All emojis
Emojis (from Japanese η΅΅ζε, meaning 'picture character') are Unicode pictographs that can be used in any text, just like regular letters and numbers. They are standardized by the Unicode Consortium and work across all modern operating systems, browsers and applications.
Key features of emojis:
For HTML-encoded special characters like Greek letters (ΞΌ), arrows (β) and quotes («»), see the HTML character map.
Find emojis by typing keywords like "smile", "heart", "flag" or "animal". Popular searches: arrows • clocks • country flags • fruits • games • phones • hearts • faces or browse random emojis
mechanical arm
woman: beard
woman frowning: medium skin tone
person gesturing NO
man scientist: light skin tone
man artist: medium-dark skin tone
man guard: medium-dark skin tone
man superhero
woman fairy: medium skin tone
man getting massage: medium skin tone
woman with white cane facing right
person in suit levitating
man bouncing ball: light skin tone
person lifting weights: dark skin tone
woman playing handball: medium skin tone
woman in lotus position
kiss: woman, man, medium skin tone, medium-dark skin tone
skunk
hamburger
hut
snowflake
outbox tray
flag: Djibouti
flag: Liberia
Copy and paste: Click on any emoji to see its details, then copy the character or code you need.
In HTML: Use the Unicode codepoint like 😀 or paste the emoji directly.
😀
In URLs: Use the URL-encoded version like %F0%9F%98%80 for query parameters.
%F0%9F%98%80
In domain names: Use punycode encoding for emoji domains (e.g., π©.la becomes xn--ls8h.la).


Your instructions -> Filter out all lines without the word "frequent" from the data below, please, and copy the rest.

(Figure content listings)

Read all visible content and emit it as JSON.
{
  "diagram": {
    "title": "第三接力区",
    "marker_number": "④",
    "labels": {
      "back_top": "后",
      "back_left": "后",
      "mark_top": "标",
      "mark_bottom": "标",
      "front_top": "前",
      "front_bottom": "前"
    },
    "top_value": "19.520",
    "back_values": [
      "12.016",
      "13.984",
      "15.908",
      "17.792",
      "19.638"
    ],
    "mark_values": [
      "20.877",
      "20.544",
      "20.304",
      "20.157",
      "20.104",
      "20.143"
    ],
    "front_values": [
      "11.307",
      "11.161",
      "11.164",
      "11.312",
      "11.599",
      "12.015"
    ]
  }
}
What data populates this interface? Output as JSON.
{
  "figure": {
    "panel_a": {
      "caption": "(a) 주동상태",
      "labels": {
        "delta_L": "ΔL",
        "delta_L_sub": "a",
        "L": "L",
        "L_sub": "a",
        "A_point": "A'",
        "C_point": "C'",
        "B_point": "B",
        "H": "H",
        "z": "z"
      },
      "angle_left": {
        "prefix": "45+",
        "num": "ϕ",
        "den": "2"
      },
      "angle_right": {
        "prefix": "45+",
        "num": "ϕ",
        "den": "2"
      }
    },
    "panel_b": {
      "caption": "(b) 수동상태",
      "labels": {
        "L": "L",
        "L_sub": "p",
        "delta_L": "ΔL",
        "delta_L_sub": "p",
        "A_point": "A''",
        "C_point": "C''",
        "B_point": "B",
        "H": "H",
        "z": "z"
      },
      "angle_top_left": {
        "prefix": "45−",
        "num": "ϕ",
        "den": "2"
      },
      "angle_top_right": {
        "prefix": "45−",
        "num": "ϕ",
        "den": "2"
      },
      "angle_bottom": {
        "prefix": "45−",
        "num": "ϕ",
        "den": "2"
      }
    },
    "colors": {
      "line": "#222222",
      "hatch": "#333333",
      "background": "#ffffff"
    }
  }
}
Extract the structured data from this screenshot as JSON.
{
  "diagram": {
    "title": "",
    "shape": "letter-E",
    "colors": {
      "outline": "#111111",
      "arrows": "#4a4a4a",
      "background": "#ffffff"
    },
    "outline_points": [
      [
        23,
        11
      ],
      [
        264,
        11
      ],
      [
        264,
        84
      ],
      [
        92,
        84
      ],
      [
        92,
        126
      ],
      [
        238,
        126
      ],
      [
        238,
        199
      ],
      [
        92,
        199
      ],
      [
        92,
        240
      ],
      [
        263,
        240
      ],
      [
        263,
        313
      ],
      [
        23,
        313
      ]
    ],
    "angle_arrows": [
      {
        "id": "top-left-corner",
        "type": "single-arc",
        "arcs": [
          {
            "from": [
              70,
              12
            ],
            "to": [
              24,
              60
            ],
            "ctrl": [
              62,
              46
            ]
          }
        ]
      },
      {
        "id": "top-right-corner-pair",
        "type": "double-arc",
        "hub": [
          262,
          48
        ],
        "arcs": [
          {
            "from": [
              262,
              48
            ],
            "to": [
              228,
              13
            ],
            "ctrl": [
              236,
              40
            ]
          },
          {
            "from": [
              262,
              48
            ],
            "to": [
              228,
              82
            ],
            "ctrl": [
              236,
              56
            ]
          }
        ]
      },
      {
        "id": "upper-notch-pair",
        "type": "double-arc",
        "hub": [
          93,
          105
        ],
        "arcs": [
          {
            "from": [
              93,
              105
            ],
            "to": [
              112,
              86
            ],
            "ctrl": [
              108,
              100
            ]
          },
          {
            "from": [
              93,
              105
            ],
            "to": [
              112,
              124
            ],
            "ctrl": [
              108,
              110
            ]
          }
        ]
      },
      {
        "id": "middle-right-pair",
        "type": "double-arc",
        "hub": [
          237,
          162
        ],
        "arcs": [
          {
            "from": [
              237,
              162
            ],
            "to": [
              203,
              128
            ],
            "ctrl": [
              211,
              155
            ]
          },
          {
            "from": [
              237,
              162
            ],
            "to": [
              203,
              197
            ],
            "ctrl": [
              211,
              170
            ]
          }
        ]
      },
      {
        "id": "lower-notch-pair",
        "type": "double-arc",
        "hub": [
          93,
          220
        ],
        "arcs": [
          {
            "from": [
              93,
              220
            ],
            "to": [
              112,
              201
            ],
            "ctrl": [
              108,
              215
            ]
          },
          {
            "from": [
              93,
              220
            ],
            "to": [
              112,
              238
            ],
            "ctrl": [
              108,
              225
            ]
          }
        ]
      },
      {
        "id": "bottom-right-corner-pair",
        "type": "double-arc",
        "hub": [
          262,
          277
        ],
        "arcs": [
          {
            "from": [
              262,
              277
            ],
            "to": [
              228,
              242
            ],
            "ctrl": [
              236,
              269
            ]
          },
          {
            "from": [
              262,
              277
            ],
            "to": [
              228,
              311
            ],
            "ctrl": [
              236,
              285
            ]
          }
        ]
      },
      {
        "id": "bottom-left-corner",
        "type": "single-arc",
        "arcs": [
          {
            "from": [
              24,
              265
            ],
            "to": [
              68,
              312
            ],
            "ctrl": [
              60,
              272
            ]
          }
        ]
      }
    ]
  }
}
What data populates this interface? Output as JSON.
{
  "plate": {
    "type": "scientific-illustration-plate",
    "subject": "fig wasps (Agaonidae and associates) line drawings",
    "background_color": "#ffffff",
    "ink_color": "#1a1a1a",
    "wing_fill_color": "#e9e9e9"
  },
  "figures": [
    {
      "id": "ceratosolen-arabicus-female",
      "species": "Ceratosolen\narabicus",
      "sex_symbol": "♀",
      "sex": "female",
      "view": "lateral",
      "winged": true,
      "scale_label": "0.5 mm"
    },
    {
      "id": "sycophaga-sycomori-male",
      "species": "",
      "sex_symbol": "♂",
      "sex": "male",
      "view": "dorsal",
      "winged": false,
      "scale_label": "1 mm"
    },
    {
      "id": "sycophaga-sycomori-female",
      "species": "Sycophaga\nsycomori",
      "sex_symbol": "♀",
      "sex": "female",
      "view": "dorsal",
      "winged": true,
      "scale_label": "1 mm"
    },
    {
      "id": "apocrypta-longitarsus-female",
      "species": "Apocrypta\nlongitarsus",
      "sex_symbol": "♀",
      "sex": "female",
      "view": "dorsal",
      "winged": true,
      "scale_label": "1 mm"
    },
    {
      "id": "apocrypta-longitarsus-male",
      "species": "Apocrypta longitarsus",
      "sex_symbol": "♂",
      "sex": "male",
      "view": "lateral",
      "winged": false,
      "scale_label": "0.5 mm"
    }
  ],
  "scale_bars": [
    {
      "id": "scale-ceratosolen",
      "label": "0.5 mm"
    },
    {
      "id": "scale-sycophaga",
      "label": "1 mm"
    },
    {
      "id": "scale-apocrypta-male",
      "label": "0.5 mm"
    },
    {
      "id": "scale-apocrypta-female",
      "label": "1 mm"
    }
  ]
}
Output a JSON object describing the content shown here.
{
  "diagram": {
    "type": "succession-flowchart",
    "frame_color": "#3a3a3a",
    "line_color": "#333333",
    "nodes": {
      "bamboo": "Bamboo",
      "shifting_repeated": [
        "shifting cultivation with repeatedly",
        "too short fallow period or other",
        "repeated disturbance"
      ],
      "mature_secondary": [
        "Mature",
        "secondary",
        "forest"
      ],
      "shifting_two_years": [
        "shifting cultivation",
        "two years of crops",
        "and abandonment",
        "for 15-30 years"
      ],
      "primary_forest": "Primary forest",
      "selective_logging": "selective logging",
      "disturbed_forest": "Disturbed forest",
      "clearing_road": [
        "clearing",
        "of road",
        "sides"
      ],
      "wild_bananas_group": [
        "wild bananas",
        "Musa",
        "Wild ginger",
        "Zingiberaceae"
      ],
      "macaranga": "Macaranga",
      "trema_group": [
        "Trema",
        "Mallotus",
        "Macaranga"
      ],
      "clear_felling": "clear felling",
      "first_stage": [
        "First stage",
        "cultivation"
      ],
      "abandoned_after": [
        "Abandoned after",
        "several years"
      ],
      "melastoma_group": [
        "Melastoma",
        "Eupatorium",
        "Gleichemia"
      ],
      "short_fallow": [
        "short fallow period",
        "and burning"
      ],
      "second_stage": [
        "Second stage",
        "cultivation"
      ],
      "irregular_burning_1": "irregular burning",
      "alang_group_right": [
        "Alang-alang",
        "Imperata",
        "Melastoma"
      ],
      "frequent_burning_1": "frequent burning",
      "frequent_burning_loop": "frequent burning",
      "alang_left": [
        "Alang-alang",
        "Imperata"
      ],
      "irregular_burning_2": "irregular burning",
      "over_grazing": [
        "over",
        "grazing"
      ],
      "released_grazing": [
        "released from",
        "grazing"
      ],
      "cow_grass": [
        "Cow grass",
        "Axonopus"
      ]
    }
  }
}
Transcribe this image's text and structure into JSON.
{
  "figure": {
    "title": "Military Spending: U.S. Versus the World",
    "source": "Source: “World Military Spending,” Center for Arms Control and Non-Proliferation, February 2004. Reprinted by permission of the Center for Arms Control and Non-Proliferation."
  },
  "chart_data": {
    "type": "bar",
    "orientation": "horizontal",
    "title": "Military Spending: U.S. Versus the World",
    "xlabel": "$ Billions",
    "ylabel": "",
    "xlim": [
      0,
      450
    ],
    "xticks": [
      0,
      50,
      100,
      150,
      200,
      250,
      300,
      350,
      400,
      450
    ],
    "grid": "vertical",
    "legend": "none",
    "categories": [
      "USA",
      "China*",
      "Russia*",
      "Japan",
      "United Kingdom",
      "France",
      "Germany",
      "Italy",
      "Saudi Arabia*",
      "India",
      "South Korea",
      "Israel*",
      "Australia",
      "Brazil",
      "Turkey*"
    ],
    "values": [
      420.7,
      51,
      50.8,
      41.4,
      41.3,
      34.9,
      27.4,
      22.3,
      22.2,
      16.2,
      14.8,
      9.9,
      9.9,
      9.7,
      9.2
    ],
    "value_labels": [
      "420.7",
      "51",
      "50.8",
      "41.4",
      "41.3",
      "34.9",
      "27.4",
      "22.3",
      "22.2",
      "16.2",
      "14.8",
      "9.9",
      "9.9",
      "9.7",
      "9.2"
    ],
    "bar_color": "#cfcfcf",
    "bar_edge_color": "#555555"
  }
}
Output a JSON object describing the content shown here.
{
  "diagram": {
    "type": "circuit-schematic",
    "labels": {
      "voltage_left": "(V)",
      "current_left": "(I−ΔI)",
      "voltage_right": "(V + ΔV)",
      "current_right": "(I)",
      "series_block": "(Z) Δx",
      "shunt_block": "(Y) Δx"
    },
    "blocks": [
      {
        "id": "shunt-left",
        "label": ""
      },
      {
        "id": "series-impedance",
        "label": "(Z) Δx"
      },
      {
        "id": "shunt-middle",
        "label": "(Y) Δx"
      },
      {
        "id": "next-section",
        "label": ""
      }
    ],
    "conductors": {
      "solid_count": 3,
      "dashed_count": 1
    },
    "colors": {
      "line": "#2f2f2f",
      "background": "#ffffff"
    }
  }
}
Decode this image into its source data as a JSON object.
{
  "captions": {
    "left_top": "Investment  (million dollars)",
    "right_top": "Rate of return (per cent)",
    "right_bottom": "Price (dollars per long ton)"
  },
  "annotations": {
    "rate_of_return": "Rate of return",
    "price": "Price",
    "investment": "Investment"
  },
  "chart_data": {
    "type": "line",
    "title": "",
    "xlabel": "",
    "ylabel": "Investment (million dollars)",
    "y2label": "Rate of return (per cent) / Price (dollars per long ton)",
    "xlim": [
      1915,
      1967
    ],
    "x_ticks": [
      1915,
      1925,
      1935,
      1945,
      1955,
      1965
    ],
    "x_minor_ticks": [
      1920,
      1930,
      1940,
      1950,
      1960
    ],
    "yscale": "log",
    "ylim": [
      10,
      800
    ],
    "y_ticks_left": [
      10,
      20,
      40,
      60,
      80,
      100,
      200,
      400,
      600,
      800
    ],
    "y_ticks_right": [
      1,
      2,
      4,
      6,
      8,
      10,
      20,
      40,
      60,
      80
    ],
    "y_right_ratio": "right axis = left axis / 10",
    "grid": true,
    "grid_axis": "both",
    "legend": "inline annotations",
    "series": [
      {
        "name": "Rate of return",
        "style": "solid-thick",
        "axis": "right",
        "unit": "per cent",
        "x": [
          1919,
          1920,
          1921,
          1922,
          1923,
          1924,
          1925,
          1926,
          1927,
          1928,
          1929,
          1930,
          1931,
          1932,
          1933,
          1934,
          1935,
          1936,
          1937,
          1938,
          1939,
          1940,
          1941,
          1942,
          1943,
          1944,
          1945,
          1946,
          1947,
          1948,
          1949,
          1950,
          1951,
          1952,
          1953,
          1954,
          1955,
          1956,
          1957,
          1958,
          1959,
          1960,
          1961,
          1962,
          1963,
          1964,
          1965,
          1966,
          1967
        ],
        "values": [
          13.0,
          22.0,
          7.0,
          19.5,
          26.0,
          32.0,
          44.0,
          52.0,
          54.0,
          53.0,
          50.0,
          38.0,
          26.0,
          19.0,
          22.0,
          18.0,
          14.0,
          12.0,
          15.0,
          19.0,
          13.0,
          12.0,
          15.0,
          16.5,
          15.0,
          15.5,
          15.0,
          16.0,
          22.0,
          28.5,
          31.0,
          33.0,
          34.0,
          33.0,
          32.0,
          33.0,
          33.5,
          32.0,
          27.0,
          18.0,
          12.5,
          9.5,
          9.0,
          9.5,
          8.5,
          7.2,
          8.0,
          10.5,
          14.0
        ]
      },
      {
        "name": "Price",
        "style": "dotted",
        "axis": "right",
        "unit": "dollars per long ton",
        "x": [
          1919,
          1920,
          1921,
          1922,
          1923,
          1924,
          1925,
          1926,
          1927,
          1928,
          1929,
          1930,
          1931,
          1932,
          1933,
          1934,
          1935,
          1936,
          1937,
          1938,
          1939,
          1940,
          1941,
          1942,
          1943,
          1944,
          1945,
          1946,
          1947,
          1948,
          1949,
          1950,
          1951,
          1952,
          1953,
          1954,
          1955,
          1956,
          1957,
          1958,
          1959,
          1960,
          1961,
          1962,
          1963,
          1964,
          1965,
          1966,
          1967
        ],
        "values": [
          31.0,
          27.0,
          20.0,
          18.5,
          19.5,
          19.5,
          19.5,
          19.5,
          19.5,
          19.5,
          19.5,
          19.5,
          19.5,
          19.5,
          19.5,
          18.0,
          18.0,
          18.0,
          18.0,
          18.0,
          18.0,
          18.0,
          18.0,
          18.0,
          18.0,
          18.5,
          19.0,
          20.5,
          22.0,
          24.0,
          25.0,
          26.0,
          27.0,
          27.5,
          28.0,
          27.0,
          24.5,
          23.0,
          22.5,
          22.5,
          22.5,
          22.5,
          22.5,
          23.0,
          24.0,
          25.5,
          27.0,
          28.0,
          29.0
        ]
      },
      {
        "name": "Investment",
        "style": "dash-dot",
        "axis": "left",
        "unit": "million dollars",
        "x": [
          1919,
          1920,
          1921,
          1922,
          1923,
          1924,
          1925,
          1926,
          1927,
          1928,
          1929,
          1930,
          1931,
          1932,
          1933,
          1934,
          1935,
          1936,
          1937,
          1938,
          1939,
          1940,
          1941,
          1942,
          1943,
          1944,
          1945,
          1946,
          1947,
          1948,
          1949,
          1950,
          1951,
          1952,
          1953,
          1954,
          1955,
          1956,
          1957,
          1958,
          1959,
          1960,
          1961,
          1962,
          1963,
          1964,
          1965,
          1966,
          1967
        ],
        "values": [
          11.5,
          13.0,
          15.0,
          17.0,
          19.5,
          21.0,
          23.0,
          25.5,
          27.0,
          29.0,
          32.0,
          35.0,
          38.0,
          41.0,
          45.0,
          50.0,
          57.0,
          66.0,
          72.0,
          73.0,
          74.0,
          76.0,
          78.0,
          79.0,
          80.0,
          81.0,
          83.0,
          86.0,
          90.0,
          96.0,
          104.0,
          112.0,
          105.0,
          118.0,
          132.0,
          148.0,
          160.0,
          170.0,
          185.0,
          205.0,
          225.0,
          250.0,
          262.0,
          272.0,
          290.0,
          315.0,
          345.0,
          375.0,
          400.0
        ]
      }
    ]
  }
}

Written solution ->
      "frequent_burning_1": "frequent burning",
      "frequent_burning_loop": "frequent burning",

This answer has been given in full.